Building back better: Why Europe must lead a global green recovery

Editor’s Note:

The pandemic has revealed which governments are good at orchestrating national responses and intervening in their economies in subtle ways. Many European governments have passed the test, writes David Victor. This piece was originally published by Yale Environment 360 on June 11, 2020.

 
As governments spend massively to revive economies, a huge battle has emerged around whether the economic recovery should also achieve other goals, particularly cutting the emissions that cause climate change. Those advocating green spending say the $10 trillion that governments have already committed to stimulus should be just the beginning, and an even bigger pile of cash is now needed for expansive “green new deals.”

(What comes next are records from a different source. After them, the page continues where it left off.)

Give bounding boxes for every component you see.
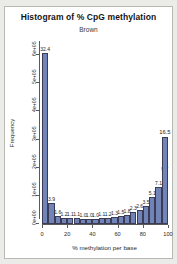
y-axis-line: [39, 41, 40, 219]
x-tick-mark: [143, 225, 144, 228]
chart-subtitle: Brown: [5, 26, 172, 33]
chart-title: Histogram of % CpG methylation: [5, 12, 172, 22]
x-tick-mark: [42, 225, 43, 228]
x-tick-label: 0: [40, 231, 43, 237]
x-tick-label: 80: [140, 231, 146, 237]
histogram-window: Histogram of % CpG methylation Brown Fre…: [0, 0, 177, 264]
plot-frame: Histogram of % CpG methylation Brown Fre…: [4, 6, 173, 259]
y-axis-label: Frequency: [9, 118, 15, 146]
bar: [162, 137, 168, 224]
y-tick-label: 6e+05: [31, 55, 37, 56]
y-tick-label: 1e+05: [31, 196, 37, 197]
y-tick-label: 3e+05: [31, 140, 37, 141]
x-axis-line: [42, 224, 168, 225]
bar-value-label: 3.9: [48, 196, 55, 202]
x-tick-mark: [168, 225, 169, 228]
bar-value-label: 32.4: [40, 46, 50, 52]
bar-series: 32.43.91.61.21.11.11.01.01.01.11.21.31.5…: [42, 41, 168, 224]
x-axis-label: % methylation per base: [39, 244, 170, 251]
plot-area: 0e+001e+052e+053e+054e+055e+056e+05 0204…: [39, 35, 170, 225]
bar-value-label-max: 16.5: [159, 129, 170, 135]
y-tick-label: 0e+00: [31, 224, 37, 225]
x-tick-label: 60: [114, 231, 120, 237]
x-tick-label: 100: [163, 231, 172, 237]
y-tick-label: 5e+05: [31, 83, 37, 84]
y-tick-label: 4e+05: [31, 111, 37, 112]
x-tick-mark: [92, 225, 93, 228]
x-tick-mark: [67, 225, 68, 228]
y-tick-label: 2e+05: [31, 168, 37, 169]
x-tick-label: 20: [64, 231, 70, 237]
x-tick-label: 40: [89, 231, 95, 237]
x-tick-mark: [118, 225, 119, 228]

In most countries, the political forces are blowing against green recovery. Distant, abstract goals like global warming have fallen far down the list of priorities while paychecks and health loom much larger than they did six months ago. Some have actually relaxed pollution control standards and will take growth at any cost. While there are many policies that could deliver economic growth and lower emissions, most of them don’t work quickly — and thus don’t deliver what most citizens expect from government today. With global markets and societies in chaos, our ability to forecast has gone down; risks for investors in long-lived technologies, which is most of what’s needed for deep decarbonization, have gone up. Unlike the last financial crisis, when nations spent up to 15 percent of their stimulus money on clean energy, few have such forward-looking plans this time.

Europe, however, is the exception. There, the European Green Deal — a $1.1 trillion climate-focused infrastructure and decarbonization plan that had been cooked up before the pandemic — looks set to get even bigger now. Why? Because for decades the problem of climate change has gone mainstream in Europe. Outside of a few places (e.g., coal-burning Poland) and a few political stripes (e.g., populist nationalists) every major political party, left and right, has embraced climate as a core goal. As the U.S. government has waxed and waned on enthusiasm for climate policy (right now, we are in the Dark Ages), Europe has always been supportive. Now is Europe’s moment to use that leadership to change the world.